Oona had a copy of the Jimmie Horn autobiography in her lap, but she hadn’t read a word since the flight started. She’d read the book halfway through the night before on Long Island. A day earlier she’d seen Ben Toy at the William Pound Institute.

Two days earlier, on the first, Berryman had called and told her to meet him in Nashville on the fourth. He’d refused to tell her why, except that he needed her there. He’d given her a place and a time, and he’d told her to dress as if she was the wife of Tennessee Ernie Ford. Then he’d hung up before she said she would or she wouldn’t.

Oona was imagining Horn and Berryman meeting somewhere in the story,
Jiminy.
It would be a good chapter.

It seemed to her that Horn should win out. There had already been two attempts made on his life. A diner chef had shot at him from point-blank range and missed. Another time he’d been beaten lifeless, but had lived.
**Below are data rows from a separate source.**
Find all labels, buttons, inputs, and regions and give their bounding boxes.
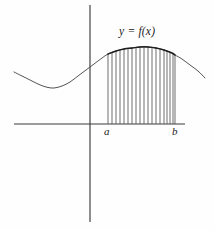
function-curve-highlight bbox=[108, 47, 175, 55]
ordinate-lines-group bbox=[108, 47, 175, 124]
upper-bound-label: b bbox=[172, 126, 178, 137]
lower-bound-label: a bbox=[104, 126, 110, 137]
figure-canvas bbox=[0, 0, 214, 230]
curve-label: y = f(x) bbox=[119, 26, 155, 38]
axes-group bbox=[14, 5, 185, 222]
integral-area-figure: y = f(x) a b bbox=[0, 0, 214, 230]
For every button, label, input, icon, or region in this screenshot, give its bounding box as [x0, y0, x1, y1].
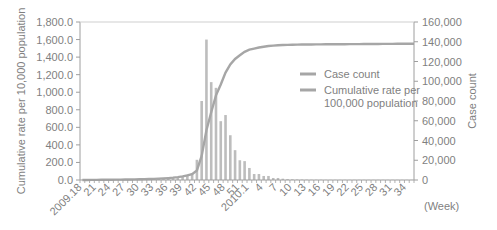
- bar: [239, 160, 242, 180]
- legend: Case count Cumulative rate per 100,000 p…: [300, 68, 420, 109]
- left-axis-title: Cumulative rate per 10,000 population: [15, 8, 27, 195]
- left-tick-label: 1,000.0: [36, 86, 73, 98]
- right-tick-label: 100,000: [422, 75, 462, 87]
- axes: 0.0200.0400.0600.0800.01,000.01,200.01,4…: [36, 16, 461, 218]
- left-tick-label: 1,600.0: [36, 34, 73, 46]
- bar: [234, 150, 237, 180]
- right-tick-label: 40,000: [422, 135, 456, 147]
- x-tick-label: 4: [252, 181, 265, 194]
- bar: [258, 174, 261, 180]
- right-tick-label: 20,000: [422, 154, 456, 166]
- right-tick-label: 80,000: [422, 95, 456, 107]
- left-tick-label: 800.0: [45, 104, 73, 116]
- bar: [262, 176, 265, 180]
- right-tick-label: 140,000: [422, 36, 462, 48]
- bar: [210, 82, 213, 180]
- case-count-bars: [81, 40, 413, 180]
- right-tick-label: 160,000: [422, 16, 462, 28]
- epidemic-chart: 0.0200.0400.0600.0800.01,000.01,200.01,4…: [0, 0, 497, 230]
- bar: [219, 121, 222, 180]
- right-axis-title: Case count: [466, 73, 478, 129]
- right-tick-label: 0: [422, 174, 428, 186]
- x-tick-label: 2009.18: [47, 181, 84, 218]
- right-tick-label: 60,000: [422, 115, 456, 127]
- bar: [205, 40, 208, 180]
- left-tick-label: 200.0: [45, 156, 73, 168]
- legend-label-case-count: Case count: [324, 68, 380, 80]
- x-axis-title: (Week): [424, 200, 459, 212]
- left-tick-label: 1,800.0: [36, 16, 73, 28]
- legend-label-cumulative-1: Cumulative rate per: [324, 84, 420, 96]
- bar: [243, 161, 246, 180]
- bar: [200, 101, 203, 180]
- left-tick-label: 600.0: [45, 121, 73, 133]
- x-tick-label: 34: [391, 181, 408, 198]
- cumulative-rate-line: [82, 44, 414, 180]
- right-tick-label: 120,000: [422, 56, 462, 68]
- bar: [229, 135, 232, 180]
- bar: [267, 176, 270, 180]
- bar: [224, 115, 227, 180]
- bar: [253, 174, 256, 180]
- left-tick-label: 400.0: [45, 139, 73, 151]
- left-tick-label: 1,400.0: [36, 51, 73, 63]
- legend-label-cumulative-2: 100,000 population: [324, 97, 418, 109]
- bar: [248, 168, 251, 180]
- left-tick-label: 1,200.0: [36, 69, 73, 81]
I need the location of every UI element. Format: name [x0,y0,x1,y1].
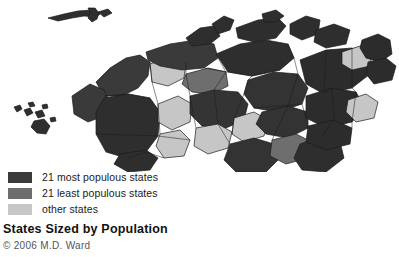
figure-credit: © 2006 M.D. Ward [3,240,303,252]
cartogram-svg [0,0,399,172]
region-great-lakes [216,40,294,76]
legend-swatch-other [8,204,32,215]
region-plains-gray [194,124,232,154]
region-southwest-gray [156,130,190,158]
legend-label-most-populous: 21 most populous states [42,172,158,183]
legend-label-other: other states [42,204,98,215]
region-top-edge-d [314,24,350,48]
cartogram-figure: 21 most populous states 21 least populou… [0,0,399,257]
legend-item-other: other states [8,202,208,217]
region-california [96,94,160,158]
region-great-basin [158,96,192,130]
map-canvas [0,0,399,172]
region-lakes-north [236,18,286,42]
legend-item-most-populous: 21 most populous states [8,170,208,185]
map-legend: 21 most populous states 21 least populou… [8,170,208,218]
figure-title: States Sized by Population [3,222,303,237]
region-hawaii-islands [14,102,56,134]
legend-swatch-most-populous [8,172,32,183]
legend-label-least-populous: 21 least populous states [42,188,158,199]
figure-caption: States Sized by Population © 2006 M.D. W… [3,222,303,252]
legend-swatch-least-populous [8,188,32,199]
region-lakes-notch [262,10,284,22]
region-northeast-edge [366,58,396,84]
legend-item-least-populous: 21 least populous states [8,186,208,201]
region-alaska-aleutians [48,8,112,22]
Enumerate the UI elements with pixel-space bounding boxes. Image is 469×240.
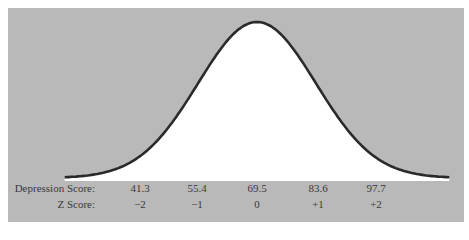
- depression-score-tick: 69.5: [237, 182, 277, 194]
- z-score-tick: −2: [120, 198, 160, 210]
- z-score-tick: +1: [298, 198, 338, 210]
- depression-score-tick: 55.4: [177, 182, 217, 194]
- z-score-tick: 0: [237, 198, 277, 210]
- z-score-label: Z Score:: [57, 198, 95, 210]
- depression-score-tick: 41.3: [120, 182, 160, 194]
- area-under-curve: [65, 22, 450, 181]
- depression-score-tick: 83.6: [298, 182, 338, 194]
- depression-score-row: Depression Score: 41.3 55.4 69.5 83.6 97…: [0, 182, 469, 198]
- z-score-tick: +2: [356, 198, 396, 210]
- z-score-row: Z Score: −2 −1 0 +1 +2: [0, 198, 469, 214]
- depression-score-tick: 97.7: [356, 182, 396, 194]
- depression-score-label: Depression Score:: [15, 182, 95, 194]
- z-score-tick: −1: [177, 198, 217, 210]
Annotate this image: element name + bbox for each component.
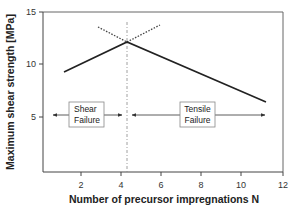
x-axis-title: Number of precursor impregnations N	[69, 193, 259, 205]
tensile-label-line1: Tensile	[184, 104, 211, 114]
shear-label-line1: Shear	[74, 104, 97, 114]
y-axis: 15 10 5 Maximum shear strength [MPa]	[4, 7, 43, 170]
x-tick-2: 2	[78, 180, 83, 190]
shear-label-line2: Failure	[74, 115, 100, 125]
x-tick-12: 12	[278, 180, 288, 190]
x-tick-10: 10	[236, 180, 246, 190]
tensile-extrapolation-line	[127, 25, 160, 42]
y-axis-title: Maximum shear strength [MPa]	[4, 14, 16, 170]
strength-series-line	[64, 42, 266, 102]
x-axis: 2 4 6 8 10 12 Number of precursor impreg…	[69, 172, 288, 205]
shear-extrapolation-line	[98, 27, 127, 42]
y-tick-5: 5	[31, 112, 36, 122]
x-tick-6: 6	[158, 180, 163, 190]
y-tick-10: 10	[26, 59, 36, 69]
plot-frame	[43, 12, 283, 172]
x-tick-8: 8	[198, 180, 203, 190]
tensile-failure-region: Tensile Failure	[132, 102, 265, 127]
tensile-label-line2: Failure	[185, 115, 211, 125]
shear-failure-region: Shear Failure	[53, 102, 122, 127]
x-tick-4: 4	[118, 180, 123, 190]
chart: 15 10 5 Maximum shear strength [MPa] 2 4…	[0, 0, 289, 214]
y-tick-15: 15	[26, 7, 36, 17]
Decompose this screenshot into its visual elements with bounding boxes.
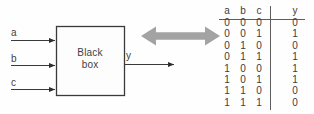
table-cell-y: 1 [286, 63, 304, 74]
table-cell-c: 1 [251, 74, 267, 85]
table-cell-b: 1 [235, 51, 251, 62]
table-cell-spacer [267, 85, 286, 96]
column-header-c: c [251, 4, 267, 17]
table-row: 0011 [219, 28, 304, 39]
table-cell-c: 1 [251, 51, 267, 62]
table-cell-c: 1 [251, 28, 267, 39]
table-cell-c: 0 [251, 63, 267, 74]
table-cell-spacer [267, 63, 286, 74]
table-row: 1011 [219, 74, 304, 85]
table-cell-y: 0 [286, 97, 304, 108]
table-cell-b: 0 [235, 17, 251, 28]
table-cell-y: 1 [286, 51, 304, 62]
table-cell-spacer [267, 74, 286, 85]
truth-table: a b c y 00000011010001111001101111001110 [219, 4, 311, 112]
table-row: 1001 [219, 63, 304, 74]
table-cell-b: 1 [235, 97, 251, 108]
black-box-truth-table-figure: Black box a b c y a b c y 00000011010001… [0, 0, 314, 114]
double-headed-arrow-icon [141, 27, 220, 46]
column-header-a: a [219, 4, 235, 17]
table-cell-y: 1 [286, 28, 304, 39]
truth-table-header-row: a b c y [219, 4, 304, 17]
table-cell-spacer [267, 40, 286, 51]
table-cell-y: 0 [286, 40, 304, 51]
input-label-b: b [11, 54, 17, 64]
table-cell-a: 0 [219, 51, 235, 62]
truth-table-grid: a b c y 00000011010001111001101111001110 [219, 4, 304, 108]
table-cell-c: 0 [251, 40, 267, 51]
table-row: 0111 [219, 51, 304, 62]
table-row: 1100 [219, 85, 304, 96]
table-cell-a: 0 [219, 40, 235, 51]
table-cell-a: 0 [219, 17, 235, 28]
black-box-title-line1: Black [56, 47, 124, 59]
table-cell-a: 1 [219, 97, 235, 108]
table-cell-spacer [267, 51, 286, 62]
table-row: 0100 [219, 40, 304, 51]
input-label-c: c [11, 78, 16, 88]
table-cell-a: 1 [219, 85, 235, 96]
table-cell-a: 1 [219, 74, 235, 85]
table-cell-c: 1 [251, 97, 267, 108]
table-cell-a: 1 [219, 63, 235, 74]
input-label-a: a [11, 28, 17, 38]
truth-table-body: 00000011010001111001101111001110 [219, 17, 304, 108]
output-label-y: y [126, 51, 131, 61]
table-cell-a: 0 [219, 28, 235, 39]
black-box-title-line2: box [56, 59, 124, 71]
column-divider-spacer [267, 4, 286, 17]
table-cell-c: 0 [251, 17, 267, 28]
table-cell-b: 0 [235, 28, 251, 39]
table-cell-b: 0 [235, 63, 251, 74]
table-cell-c: 0 [251, 85, 267, 96]
table-row: 0000 [219, 17, 304, 28]
table-cell-y: 1 [286, 74, 304, 85]
table-cell-b: 1 [235, 40, 251, 51]
table-cell-spacer [267, 28, 286, 39]
table-cell-spacer [267, 97, 286, 108]
table-cell-b: 1 [235, 85, 251, 96]
table-row: 1110 [219, 97, 304, 108]
table-cell-y: 0 [286, 17, 304, 28]
table-cell-spacer [267, 17, 286, 28]
table-cell-b: 0 [235, 74, 251, 85]
column-header-b: b [235, 4, 251, 17]
column-header-y: y [286, 4, 304, 17]
table-cell-y: 0 [286, 85, 304, 96]
black-box-title: Black box [56, 47, 124, 71]
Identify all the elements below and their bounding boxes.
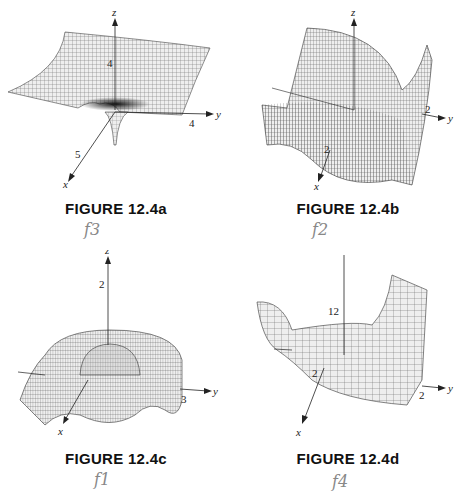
y-axis-label: y [447, 112, 453, 124]
y-axis-label: y [447, 382, 453, 394]
figure-d: y x 12 2 2 FIGURE 12.4d f4 [232, 250, 464, 495]
y-tick-label: 4 [189, 117, 195, 129]
z-tick-label: 2 [99, 278, 105, 290]
handwritten-note-a: f3 [84, 220, 100, 239]
x-tick-label: 2 [312, 367, 318, 379]
figure-caption-a: FIGURE 12.4a [0, 200, 232, 217]
x-axis-label: x [313, 180, 319, 192]
handwritten-note-d: f4 [332, 472, 348, 491]
z-axis-label: z [350, 6, 356, 18]
x-tick-label: 2 [324, 143, 330, 155]
y-tick-label: 2 [419, 389, 425, 401]
handwritten-note-c: f1 [94, 470, 110, 489]
surface-plot-b: z y x 2 2 [232, 0, 464, 195]
handwritten-note-b: f2 [312, 220, 328, 239]
surface-plot-d: y x 12 2 2 [232, 250, 464, 450]
y-axis-label: y [215, 108, 221, 120]
figure-caption-d: FIGURE 12.4d [232, 450, 464, 467]
z-tick-label: 12 [328, 305, 339, 317]
figure-a: z y x 4 4 5 FIGURE 12.4a f3 [0, 0, 232, 245]
z-axis-label: z [111, 6, 117, 18]
figure-c: z y x 2 3 FIGURE 12.4c f1 [0, 250, 232, 495]
z-axis-label: z [104, 250, 110, 256]
figure-b: z y x 2 2 FIGURE 12.4b f2 [232, 0, 464, 245]
x-tick-label: 5 [75, 148, 81, 160]
y-tick-label: 2 [425, 103, 431, 115]
surface-plot-a: z y x 4 4 5 [0, 0, 232, 195]
y-axis-label: y [212, 385, 218, 397]
x-axis-label: x [62, 178, 68, 190]
figure-caption-c: FIGURE 12.4c [0, 450, 232, 467]
x-axis-label: x [295, 426, 301, 438]
z-tick-label: 4 [107, 57, 113, 69]
x-axis-label: x [57, 425, 63, 437]
y-tick-label: 3 [181, 393, 187, 405]
surface-plot-c: z y x 2 3 [0, 250, 232, 450]
figure-caption-b: FIGURE 12.4b [232, 200, 464, 217]
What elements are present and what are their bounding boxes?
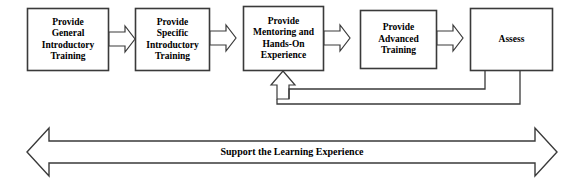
node-label-line: Training <box>155 51 190 63</box>
node-label-line: Provide <box>268 16 300 28</box>
node-label-line: Experience <box>261 50 306 62</box>
process-flow-diagram: Provide General Introductory Training Pr… <box>0 0 584 191</box>
node-label-line: Training <box>381 45 416 57</box>
arrow-advanced-to-assess-icon <box>437 25 463 51</box>
node-label-line: Specific <box>157 28 189 40</box>
feedback-advanced-to-mentoring-line <box>289 70 485 99</box>
support-banner-label: Support the Learning Experience <box>0 146 584 157</box>
node-label-line: Provide <box>157 17 189 29</box>
node-label-line: Provide <box>383 22 415 34</box>
arrow-specific-to-mentoring-icon <box>210 25 236 51</box>
node-label-line: Mentoring and <box>253 27 314 39</box>
node-label-line: Provide <box>52 17 84 29</box>
node-label-line: Training <box>50 51 85 63</box>
node-label-line: General <box>52 28 85 40</box>
node-label-line: Hands-On <box>262 39 304 51</box>
arrow-general-to-specific-icon <box>109 26 135 52</box>
node-label-mentoring-hands-on-experience: Provide Mentoring and Hands-On Experienc… <box>243 6 324 71</box>
feedback-up-arrow-icon <box>271 71 295 99</box>
node-label-specific-introductory-training: Provide Specific Introductory Training <box>135 8 210 71</box>
feedback-assess-to-mentoring-line <box>277 70 520 104</box>
node-label-line: Advanced <box>378 34 419 46</box>
node-label-advanced-training: Provide Advanced Training <box>360 10 437 69</box>
node-label-assess: Assess <box>470 8 553 71</box>
node-label-line: Introductory <box>42 40 95 52</box>
node-label-line: Introductory <box>146 40 199 52</box>
arrow-mentoring-to-advanced-icon <box>324 25 350 51</box>
node-label-line: Assess <box>499 34 525 46</box>
node-label-general-introductory-training: Provide General Introductory Training <box>27 8 109 71</box>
If Tom Berryman succeeded, it seemed to her, it would have to be totally unfair. Some mysterious bush-whacking. Jimmie Horn would have to end up as a martyr. She found that neither possibility bothered her. Berryman had already convinced her that the Horn shooting was inevitable. In
Jiminy,
Horn seemed to feel the same way.

She thought that she still didn’t know Berryman the way she wanted to. Their relationship was too heady. All his relationships were. Maybe that was what was drawing her to him, though?

The soldier put his empty cup on her tray. “Were you all vis’tin’ in New York, honey? Or are you vis’tin’ in Music City? Or goin’ on to Dallas maybe?”